JUNE, 2007
#11 – ZAO-SAN
Zao-san was to be my second mulligan after Hachimantai. I’d abandoned Mr Fujimoto on a sunny Yamagata afternoon but by dawn, the next morning rain was pounding the streets. Zao-san, looming over the eastern reaches of town, was clad from head to toe in an ugly, dark, rainy season murk.
“I’ll be buggered if I’m hiking up anything in that,” I thought peering out through hotel curtains then rolled over in bed and slept until the free breakfast buffet downstairs had almost finished. After gorging myself on rice and sausages I hit the sack again, deciding to give the weather another twenty-four hours to buck up.
By three that same afternoon, I’d ventured out on the tourist trail to the town of Yamadera, some twenty minutes by train from Yamagata. There I climbed through the mists, beneath towering cryptomeria up and around an old temple complex in the crags above the town. Zao lay immediately to the south and was still cloaked heavily in cloud. Apparently, a trail leads up into the hills to the mountain from Yamadera, a perfect start or endpoint for a traverse of the mountain.
Alas, as magical as it may have been to undertake such a hike, with a rain clogged forecast for days to come I had no desire to get out in forests and slop around in the glug. And so, after downing another buffet breakfast on my third day in Yamagata, I begrudgingly boarded the tourist bus bound for the mountain top.
On Katta-dake, a lesser peak on Zao they’ve plonked a rather large visitor centre and caked football fields worth of mountainside with asphalt. A few cars cruised around slowly on slick tarmac through the low, windswept cloud and I piled out of the bus with an entourage of oohing and ahhing grandmas clad in rain gear and old men in sports jackets and sneakers. The visitor centre was packed with day-trippers eyeing off souvenirs and ramen menus. Kids ran amuck, clambering over the furniture, beyond which, out through the plate glass, thick cloud swirled in a strengthening breeze.
Eventually, I left the confines of the visitor centre and stepped into a cold, gusty crosswind which blew a spattering of precipitation into my face. As the building swiftly vanished into cloud behind me I moved into the Twilight Zone. The cold wind whipped at my hat. A bird chirped off to my left in the mist. The only other sound: the crunch of my boots on the gravelly earth beneath my feet. I roamed some strange lost highway marked sporadically with pale grey, wind blasted poles poking at odd angles out of the ground. Alongside the trail clumps of low, purple flowered vegetation dotted the earth. An approaching straggler or two would appear out of the gloom mere metres in front of me, grim faced and damp as if they had fled the wrath of some terrible marauding thing lurking further on. The buffeting cross-wind blasted in from over my left shoulder, overladen with moisture and ice crystallised on my shirt and eyelashes. My ears ached and my nose began dribbling into the stubble above my upper lip. I had to keep moving to stay warm. It wasn’t the single polo shirt day I’d imagined it was down in the humid confines of Yamagata. I wandered, jaw clenched, past small cairns of stones and boulders that would have been good rest points in more hospitable conditions. At a rickety signpost animated by the gusts whipping around it I turned into the wind and a short climb later a torii gate, shrine and hut materialised, perched on ground that had changed to a rich shade of ochre. Amongst some red boulders beyond the hut, I located the summit post and assumed I was on top of Zao-san, a mountain – though you could be excused for not realising it – on Planet Earth at the dawn of the twenty-first century. Cloud reduced visibility to mere metres and I squatted down behind a boulder before fishing the camera out of my pack. A shape wandered away from the hut. There must have been someone inside. I soaked up the atmosphere for a few minutes and briefly considered whether your typical blue skied mountain views were overrated.
On the return trip, the murk lifted just enough to reveal handfuls of day-trippers strolling across the otherworldly landscape and downhill, from where I assumed the visitor centre still sat, to catch a glimpse of the magnificent Okama Crater and its mystical waters. Depending on the time of the day and the state of the weather the lake can range from a brilliant dazzling blue to a deep green.
I stood alone, off to the side and marvelled at its jade green waters. Digital cameras beeped and a few people chatted but silence still dominated out there in that strange place. Soon the chilly air got the better of me and I climbed the rise and slipped back through the portal separating two worlds. I’d returned to the visitor centre, a bleary eyed and dribbly nosed stranger, to be assaulted by the sights and sounds of the milling throng and their scampering kids. I wandered around the souvenir stands, slowly thawing out and found a vending machine in the corner and bought a hot can of coffee. Not overly satisfied with myself at having resorted to a mulligan I sat down against the glass, back to the swirling cloud and waited for the bus to whisk me down into town.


In the data that follows, determine how many lines contain the word "plus", and give only that number.

──────── Dataset entries ────────

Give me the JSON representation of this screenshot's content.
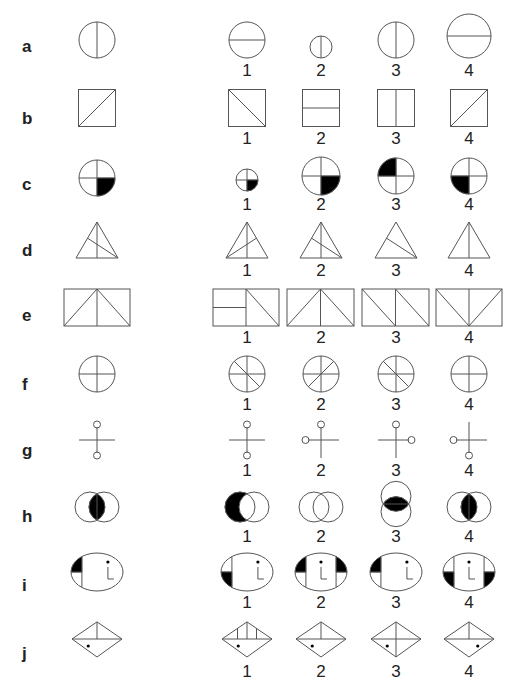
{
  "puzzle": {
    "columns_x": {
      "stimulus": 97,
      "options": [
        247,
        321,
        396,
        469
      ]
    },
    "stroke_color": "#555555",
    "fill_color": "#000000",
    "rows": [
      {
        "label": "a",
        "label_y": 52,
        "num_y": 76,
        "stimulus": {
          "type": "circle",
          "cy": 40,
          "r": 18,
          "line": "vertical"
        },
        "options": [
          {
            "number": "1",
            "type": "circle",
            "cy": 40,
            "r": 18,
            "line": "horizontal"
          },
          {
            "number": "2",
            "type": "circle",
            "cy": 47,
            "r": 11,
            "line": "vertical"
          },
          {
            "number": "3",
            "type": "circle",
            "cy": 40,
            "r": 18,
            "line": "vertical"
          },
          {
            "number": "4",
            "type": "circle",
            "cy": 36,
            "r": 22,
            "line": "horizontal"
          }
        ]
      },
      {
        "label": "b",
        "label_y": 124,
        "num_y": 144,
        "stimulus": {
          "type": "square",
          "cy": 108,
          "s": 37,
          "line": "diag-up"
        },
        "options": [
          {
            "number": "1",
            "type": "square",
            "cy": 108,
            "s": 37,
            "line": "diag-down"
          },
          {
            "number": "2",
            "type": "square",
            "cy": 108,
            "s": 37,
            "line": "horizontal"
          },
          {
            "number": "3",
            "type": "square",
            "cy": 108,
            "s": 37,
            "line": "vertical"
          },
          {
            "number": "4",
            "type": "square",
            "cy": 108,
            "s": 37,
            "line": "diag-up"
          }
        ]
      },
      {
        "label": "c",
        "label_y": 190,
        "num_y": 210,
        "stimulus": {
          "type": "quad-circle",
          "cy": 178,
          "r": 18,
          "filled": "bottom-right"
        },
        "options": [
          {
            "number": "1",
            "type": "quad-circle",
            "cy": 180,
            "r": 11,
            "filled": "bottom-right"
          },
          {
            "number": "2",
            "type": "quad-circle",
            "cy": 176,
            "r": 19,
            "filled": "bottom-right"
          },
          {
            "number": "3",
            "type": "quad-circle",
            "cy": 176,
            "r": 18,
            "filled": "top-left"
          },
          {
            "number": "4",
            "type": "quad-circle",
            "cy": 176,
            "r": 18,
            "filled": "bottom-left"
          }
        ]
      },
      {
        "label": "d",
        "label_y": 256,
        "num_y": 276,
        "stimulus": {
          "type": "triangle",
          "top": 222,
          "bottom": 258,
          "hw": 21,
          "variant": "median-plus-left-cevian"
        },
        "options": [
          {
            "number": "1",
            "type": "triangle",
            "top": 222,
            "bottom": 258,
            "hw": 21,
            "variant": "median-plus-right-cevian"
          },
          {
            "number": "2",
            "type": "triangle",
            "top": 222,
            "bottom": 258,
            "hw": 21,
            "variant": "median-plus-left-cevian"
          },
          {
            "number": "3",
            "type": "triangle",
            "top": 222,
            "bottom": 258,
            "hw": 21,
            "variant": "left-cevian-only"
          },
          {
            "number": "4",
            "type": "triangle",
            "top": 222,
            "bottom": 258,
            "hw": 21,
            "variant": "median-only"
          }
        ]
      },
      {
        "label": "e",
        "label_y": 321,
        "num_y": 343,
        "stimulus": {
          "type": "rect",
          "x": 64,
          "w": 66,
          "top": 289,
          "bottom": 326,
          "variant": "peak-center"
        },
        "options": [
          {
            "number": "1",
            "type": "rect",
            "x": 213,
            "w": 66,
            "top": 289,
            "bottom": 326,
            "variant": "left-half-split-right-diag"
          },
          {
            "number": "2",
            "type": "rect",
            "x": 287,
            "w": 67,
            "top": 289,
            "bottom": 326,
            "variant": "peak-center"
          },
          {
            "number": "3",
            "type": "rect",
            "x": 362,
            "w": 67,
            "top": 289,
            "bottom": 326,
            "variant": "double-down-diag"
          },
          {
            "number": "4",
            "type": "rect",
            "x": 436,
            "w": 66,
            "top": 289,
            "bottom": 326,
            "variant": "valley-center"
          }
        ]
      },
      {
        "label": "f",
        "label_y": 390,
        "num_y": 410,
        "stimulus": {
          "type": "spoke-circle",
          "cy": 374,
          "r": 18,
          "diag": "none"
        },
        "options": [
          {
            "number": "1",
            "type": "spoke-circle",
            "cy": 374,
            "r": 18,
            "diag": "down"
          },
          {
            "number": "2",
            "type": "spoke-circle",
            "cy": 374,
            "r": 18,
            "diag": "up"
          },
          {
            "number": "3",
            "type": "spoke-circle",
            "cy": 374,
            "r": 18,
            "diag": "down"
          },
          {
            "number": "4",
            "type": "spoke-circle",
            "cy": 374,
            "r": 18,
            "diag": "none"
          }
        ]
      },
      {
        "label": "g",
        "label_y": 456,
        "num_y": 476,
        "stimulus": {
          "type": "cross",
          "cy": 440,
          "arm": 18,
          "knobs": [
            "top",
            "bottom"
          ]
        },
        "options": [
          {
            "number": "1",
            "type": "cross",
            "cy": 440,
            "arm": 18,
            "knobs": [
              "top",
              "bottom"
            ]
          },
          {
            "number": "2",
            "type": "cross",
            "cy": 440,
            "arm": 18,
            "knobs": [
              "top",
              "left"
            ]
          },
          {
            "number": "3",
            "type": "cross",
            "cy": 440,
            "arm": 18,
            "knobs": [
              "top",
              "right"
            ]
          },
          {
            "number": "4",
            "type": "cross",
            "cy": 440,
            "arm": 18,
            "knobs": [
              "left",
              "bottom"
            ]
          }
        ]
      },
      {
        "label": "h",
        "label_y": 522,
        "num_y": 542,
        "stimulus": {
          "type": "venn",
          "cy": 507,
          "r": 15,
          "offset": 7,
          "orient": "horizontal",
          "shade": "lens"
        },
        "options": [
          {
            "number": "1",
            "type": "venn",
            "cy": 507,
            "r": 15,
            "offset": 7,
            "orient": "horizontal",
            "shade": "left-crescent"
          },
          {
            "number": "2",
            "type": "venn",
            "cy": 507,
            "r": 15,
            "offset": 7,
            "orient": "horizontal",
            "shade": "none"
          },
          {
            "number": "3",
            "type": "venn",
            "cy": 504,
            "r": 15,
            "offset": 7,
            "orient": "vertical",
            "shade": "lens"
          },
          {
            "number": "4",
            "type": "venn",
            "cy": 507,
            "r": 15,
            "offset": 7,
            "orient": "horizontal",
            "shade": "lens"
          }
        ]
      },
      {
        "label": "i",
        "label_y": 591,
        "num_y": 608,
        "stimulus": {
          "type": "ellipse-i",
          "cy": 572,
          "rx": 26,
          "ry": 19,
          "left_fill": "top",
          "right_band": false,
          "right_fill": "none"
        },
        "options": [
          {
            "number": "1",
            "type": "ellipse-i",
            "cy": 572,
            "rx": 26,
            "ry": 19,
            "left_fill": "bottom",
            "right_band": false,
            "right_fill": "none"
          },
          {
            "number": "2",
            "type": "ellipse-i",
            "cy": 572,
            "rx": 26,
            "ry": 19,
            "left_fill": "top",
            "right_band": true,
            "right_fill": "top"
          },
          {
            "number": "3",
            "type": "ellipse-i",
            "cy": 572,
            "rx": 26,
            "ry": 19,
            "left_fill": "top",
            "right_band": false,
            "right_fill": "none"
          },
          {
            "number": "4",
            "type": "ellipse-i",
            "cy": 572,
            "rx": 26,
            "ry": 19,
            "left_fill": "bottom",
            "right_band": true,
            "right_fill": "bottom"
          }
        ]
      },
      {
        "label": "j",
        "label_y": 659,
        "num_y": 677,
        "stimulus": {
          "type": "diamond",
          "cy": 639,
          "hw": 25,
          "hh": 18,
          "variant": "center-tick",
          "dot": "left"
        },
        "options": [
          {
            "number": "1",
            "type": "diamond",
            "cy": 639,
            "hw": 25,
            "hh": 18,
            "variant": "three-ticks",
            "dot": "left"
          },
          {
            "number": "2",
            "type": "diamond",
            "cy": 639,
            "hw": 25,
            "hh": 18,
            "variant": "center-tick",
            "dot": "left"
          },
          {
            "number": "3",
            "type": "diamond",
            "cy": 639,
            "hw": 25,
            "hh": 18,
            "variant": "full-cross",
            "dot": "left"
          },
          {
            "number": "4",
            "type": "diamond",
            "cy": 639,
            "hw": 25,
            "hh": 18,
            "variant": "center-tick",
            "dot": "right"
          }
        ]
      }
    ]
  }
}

────────

**Solution for this problem:** 3